Lyndon Johnson in Christian Science Monitor


On Families & Children: War on Poverty result: fewer poor kids, but more single moms

The number of Americans who live in single-parent households has soared since [the initiation of the War on Poverty in] 1964--and those families are still more likely to be poor than 2-parent households are. The numbers are stunning in their apparent contradiction: For anyone living in a household headed by a single mother, the odds of living in poverty have fallen from 50% in 1964 to 34% today. Yet the other side of the coin is that single-mom households now account for a greater share of all poor Americans today (34%) than in 1964 (21%).

Behind this seeming anomaly is the fact that there are simply more single-parent households today. 25% of Americans now live in "families with female householder, no husband present." That's up from 8.5% in 1965. Back then, the decline of traditional family structure stirred discussion as a challenge confronting poor & urban African-Americans. Today, researchers are concerned about declining marriage rates for a broad swath of working-class Americans.

Source: Christian Science Monitor, "Great Society 50th Anniversary" Jan 8, 2014

On Social Security: War on Poverty result: Senior poverty down by all measures

Perhaps the most stunning consequence of social welfare policies over the past 50 years is the gains made against poverty among seniors, and the comparative lack of progress for children. Social Security and Medicare (and to a lesser extent Medicaid) have helped to bring the poverty rate for Americans 65 and older way down, from 28.5% in 1966 to about 9% in 2012. Even as the US population has grown by 60%, the number of seniors in poverty has fallen from 5 million to fewer than 4 million.

Yet child poverty has hardly budged in the Census data. The poverty rate was actually higher in 2012 for people high school age or younger (at 21.8%) than in 1966 (when the rate was 17.6%).

Those raw numbers may belie the progress that's been made. The introduction of food stamps, arriving nationally during the 1970s, helped to drive down rates of severe malnutrition among children. Although poverty remained, by the late 1970s severe child malnutrition and related health conditions were rare.

Source: Christian Science Monitor, "Great Society 50th Anniversary" Jan 8, 2014

On Welfare & Poverty: War on Poverty results: poverty down; safety net up

Source: Christian Science Monitor, "Great Society 50th Anniversary" Jan 8, 2014

The above quotations are from Christian Science Monitor.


▸ **What you will do**:
Nothing should appear in the answer except the line containing "Can you find woman?" and the lines following it through the end of the listing, each given exactly.

▸ **Extracted information**:
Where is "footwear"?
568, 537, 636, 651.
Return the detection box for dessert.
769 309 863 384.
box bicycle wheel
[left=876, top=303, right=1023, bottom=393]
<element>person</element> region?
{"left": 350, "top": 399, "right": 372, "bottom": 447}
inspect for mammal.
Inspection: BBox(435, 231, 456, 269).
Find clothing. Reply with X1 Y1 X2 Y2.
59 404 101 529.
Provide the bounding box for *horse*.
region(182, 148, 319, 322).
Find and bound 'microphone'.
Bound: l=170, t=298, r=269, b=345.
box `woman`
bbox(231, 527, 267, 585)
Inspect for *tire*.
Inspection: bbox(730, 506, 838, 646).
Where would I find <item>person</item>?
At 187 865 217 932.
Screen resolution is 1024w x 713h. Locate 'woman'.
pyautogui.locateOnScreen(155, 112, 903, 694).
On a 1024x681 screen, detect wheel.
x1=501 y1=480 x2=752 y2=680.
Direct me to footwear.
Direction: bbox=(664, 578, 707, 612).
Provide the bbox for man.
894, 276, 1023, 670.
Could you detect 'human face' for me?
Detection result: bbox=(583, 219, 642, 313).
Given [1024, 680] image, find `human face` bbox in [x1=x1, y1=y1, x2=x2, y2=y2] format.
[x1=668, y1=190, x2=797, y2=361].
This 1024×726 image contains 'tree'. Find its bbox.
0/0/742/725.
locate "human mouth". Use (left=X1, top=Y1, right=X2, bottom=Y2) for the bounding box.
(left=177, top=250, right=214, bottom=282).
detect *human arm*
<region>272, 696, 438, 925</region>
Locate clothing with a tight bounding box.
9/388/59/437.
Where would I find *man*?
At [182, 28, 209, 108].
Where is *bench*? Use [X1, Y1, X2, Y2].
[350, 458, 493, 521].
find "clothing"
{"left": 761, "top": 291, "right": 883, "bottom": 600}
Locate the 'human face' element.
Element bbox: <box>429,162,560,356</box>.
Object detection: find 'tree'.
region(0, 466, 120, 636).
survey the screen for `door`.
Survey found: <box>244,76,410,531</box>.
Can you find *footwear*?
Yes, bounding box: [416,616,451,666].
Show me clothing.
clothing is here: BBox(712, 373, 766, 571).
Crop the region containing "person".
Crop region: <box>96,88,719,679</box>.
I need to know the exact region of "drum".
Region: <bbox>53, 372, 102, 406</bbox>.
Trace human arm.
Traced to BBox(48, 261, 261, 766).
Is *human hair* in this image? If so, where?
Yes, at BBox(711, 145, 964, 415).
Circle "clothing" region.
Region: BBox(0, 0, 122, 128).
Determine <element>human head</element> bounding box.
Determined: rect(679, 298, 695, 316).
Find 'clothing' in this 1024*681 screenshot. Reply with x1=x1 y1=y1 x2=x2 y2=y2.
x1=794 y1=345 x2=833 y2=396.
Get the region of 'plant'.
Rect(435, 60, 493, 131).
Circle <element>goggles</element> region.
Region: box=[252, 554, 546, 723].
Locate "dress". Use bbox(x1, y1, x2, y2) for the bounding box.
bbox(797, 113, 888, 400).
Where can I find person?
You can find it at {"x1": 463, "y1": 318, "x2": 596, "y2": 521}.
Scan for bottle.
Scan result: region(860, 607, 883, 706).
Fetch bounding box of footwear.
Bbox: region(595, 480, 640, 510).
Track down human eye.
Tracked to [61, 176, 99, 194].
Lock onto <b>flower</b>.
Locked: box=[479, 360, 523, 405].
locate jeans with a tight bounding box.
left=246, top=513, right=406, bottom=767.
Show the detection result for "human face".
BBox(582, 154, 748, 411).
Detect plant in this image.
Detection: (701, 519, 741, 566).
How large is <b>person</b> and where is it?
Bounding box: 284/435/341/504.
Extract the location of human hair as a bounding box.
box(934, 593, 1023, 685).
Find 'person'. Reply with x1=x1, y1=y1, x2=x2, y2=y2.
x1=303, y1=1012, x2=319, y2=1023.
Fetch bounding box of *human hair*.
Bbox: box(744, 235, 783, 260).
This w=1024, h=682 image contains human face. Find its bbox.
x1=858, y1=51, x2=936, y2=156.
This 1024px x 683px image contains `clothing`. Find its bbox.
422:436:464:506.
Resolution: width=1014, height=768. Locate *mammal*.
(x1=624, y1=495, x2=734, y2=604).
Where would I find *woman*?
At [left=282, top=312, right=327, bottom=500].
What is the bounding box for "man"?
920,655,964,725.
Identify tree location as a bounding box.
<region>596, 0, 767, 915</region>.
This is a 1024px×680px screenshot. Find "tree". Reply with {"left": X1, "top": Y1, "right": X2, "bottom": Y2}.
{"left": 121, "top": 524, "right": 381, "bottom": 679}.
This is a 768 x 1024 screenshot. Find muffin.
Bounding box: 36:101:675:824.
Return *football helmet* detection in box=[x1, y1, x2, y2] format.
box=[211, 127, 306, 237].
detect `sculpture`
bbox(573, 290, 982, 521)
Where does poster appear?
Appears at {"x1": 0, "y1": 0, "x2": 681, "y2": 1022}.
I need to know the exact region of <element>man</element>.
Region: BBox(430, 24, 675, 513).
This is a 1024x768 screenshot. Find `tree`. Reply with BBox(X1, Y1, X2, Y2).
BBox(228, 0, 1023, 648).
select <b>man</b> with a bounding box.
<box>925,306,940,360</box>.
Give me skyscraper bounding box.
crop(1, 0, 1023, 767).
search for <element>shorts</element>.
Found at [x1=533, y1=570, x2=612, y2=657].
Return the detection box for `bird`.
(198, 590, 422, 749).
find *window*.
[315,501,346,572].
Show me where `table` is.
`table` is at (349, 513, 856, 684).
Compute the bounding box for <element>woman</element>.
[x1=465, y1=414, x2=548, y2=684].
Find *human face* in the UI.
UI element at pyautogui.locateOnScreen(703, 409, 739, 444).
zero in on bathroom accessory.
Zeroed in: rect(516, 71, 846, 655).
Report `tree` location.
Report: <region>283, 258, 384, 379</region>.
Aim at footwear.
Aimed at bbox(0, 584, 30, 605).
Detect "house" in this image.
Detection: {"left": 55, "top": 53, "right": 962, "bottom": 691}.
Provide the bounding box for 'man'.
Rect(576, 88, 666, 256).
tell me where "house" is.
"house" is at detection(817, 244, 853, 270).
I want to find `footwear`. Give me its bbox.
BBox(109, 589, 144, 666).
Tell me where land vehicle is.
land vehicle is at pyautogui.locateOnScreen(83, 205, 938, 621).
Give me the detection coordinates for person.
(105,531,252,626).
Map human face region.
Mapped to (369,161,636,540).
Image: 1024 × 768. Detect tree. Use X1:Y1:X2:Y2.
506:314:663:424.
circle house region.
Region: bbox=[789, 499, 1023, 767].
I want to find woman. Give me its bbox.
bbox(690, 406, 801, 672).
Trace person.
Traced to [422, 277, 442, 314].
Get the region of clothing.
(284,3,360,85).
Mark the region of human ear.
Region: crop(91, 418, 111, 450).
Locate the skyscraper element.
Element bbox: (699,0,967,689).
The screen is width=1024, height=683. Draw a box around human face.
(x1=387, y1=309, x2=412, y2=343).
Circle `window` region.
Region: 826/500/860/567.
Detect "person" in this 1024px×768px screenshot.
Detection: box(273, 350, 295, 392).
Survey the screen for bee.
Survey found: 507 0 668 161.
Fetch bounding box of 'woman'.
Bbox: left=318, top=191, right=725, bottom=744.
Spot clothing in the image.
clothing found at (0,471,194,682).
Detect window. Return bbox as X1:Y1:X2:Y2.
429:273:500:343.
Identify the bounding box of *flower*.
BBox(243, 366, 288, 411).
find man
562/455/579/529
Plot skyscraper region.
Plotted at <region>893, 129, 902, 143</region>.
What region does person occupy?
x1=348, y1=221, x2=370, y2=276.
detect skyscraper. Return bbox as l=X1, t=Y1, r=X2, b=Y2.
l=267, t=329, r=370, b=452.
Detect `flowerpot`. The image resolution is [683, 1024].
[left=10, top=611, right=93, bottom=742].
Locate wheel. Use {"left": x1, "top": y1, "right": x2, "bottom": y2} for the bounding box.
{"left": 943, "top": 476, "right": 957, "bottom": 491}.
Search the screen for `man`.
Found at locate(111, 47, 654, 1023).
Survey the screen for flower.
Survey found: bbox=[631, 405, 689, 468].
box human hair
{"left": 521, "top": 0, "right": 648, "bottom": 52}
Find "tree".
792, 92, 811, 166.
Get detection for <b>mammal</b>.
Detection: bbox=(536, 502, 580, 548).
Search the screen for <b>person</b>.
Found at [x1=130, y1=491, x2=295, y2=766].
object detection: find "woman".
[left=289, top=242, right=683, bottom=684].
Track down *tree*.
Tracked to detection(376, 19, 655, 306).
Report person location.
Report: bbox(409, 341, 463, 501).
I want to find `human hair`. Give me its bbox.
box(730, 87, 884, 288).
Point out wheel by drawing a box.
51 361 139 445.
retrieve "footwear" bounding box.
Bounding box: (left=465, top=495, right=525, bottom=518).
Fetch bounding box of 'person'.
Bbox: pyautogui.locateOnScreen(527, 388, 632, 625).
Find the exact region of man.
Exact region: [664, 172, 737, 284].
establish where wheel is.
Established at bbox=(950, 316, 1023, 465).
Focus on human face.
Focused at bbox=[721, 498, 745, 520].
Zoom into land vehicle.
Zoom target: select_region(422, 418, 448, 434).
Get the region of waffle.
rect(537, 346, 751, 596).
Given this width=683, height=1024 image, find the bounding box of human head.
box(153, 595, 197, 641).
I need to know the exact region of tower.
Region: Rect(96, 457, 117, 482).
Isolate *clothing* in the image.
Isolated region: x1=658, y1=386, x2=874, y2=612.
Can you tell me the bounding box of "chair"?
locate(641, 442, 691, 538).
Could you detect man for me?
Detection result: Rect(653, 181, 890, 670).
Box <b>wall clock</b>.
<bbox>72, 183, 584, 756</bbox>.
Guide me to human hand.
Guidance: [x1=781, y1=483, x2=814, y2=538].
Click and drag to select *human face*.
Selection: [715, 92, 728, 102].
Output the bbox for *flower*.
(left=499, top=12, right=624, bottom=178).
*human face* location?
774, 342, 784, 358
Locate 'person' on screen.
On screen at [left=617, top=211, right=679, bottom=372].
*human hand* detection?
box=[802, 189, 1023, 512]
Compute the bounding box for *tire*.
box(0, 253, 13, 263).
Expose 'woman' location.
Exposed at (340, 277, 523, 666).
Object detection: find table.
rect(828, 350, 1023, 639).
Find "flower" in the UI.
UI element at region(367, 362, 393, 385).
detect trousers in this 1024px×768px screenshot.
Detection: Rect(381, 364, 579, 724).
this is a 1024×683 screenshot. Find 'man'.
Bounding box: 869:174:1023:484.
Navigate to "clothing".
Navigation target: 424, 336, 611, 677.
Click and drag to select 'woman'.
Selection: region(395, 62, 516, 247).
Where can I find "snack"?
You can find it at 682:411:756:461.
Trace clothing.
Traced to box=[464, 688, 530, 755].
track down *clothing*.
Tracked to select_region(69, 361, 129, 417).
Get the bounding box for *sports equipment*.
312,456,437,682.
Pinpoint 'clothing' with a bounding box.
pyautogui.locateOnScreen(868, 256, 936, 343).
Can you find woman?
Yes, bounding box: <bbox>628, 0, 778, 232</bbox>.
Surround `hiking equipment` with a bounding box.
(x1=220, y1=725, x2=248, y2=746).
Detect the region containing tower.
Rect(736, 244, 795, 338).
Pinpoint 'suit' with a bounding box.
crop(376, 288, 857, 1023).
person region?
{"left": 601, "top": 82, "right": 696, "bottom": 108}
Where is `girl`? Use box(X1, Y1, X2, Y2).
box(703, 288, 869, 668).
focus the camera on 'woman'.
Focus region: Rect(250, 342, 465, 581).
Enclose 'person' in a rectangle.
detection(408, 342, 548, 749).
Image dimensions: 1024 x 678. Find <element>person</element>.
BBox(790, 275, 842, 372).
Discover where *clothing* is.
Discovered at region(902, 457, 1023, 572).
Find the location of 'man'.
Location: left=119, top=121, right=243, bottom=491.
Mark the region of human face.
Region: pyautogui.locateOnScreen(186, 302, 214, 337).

▸ **Response area**:
Can you find woman?
Yes, bounding box: <bbox>628, 0, 778, 232</bbox>.
Surround `hiking equipment` with a bounding box.
(x1=220, y1=725, x2=248, y2=746).
Detect the region containing tower.
Rect(736, 244, 795, 338).
Pinpoint 'suit' with a bounding box.
crop(376, 288, 857, 1023).
person region?
{"left": 601, "top": 82, "right": 696, "bottom": 108}
Where is `girl`? Use box(X1, Y1, X2, Y2).
box(703, 288, 869, 668).
focus the camera on 'woman'.
Focus region: Rect(250, 342, 465, 581).
Enclose 'person' in a rectangle.
detection(408, 342, 548, 749).
Image dimensions: 1024 x 678. Find <element>person</element>.
BBox(790, 275, 842, 372).
Discover where *clothing* is.
Discovered at region(902, 457, 1023, 572).
Find the location of 'man'.
Location: left=119, top=121, right=243, bottom=491.
Mark the region of human face.
Region: pyautogui.locateOnScreen(186, 302, 214, 337).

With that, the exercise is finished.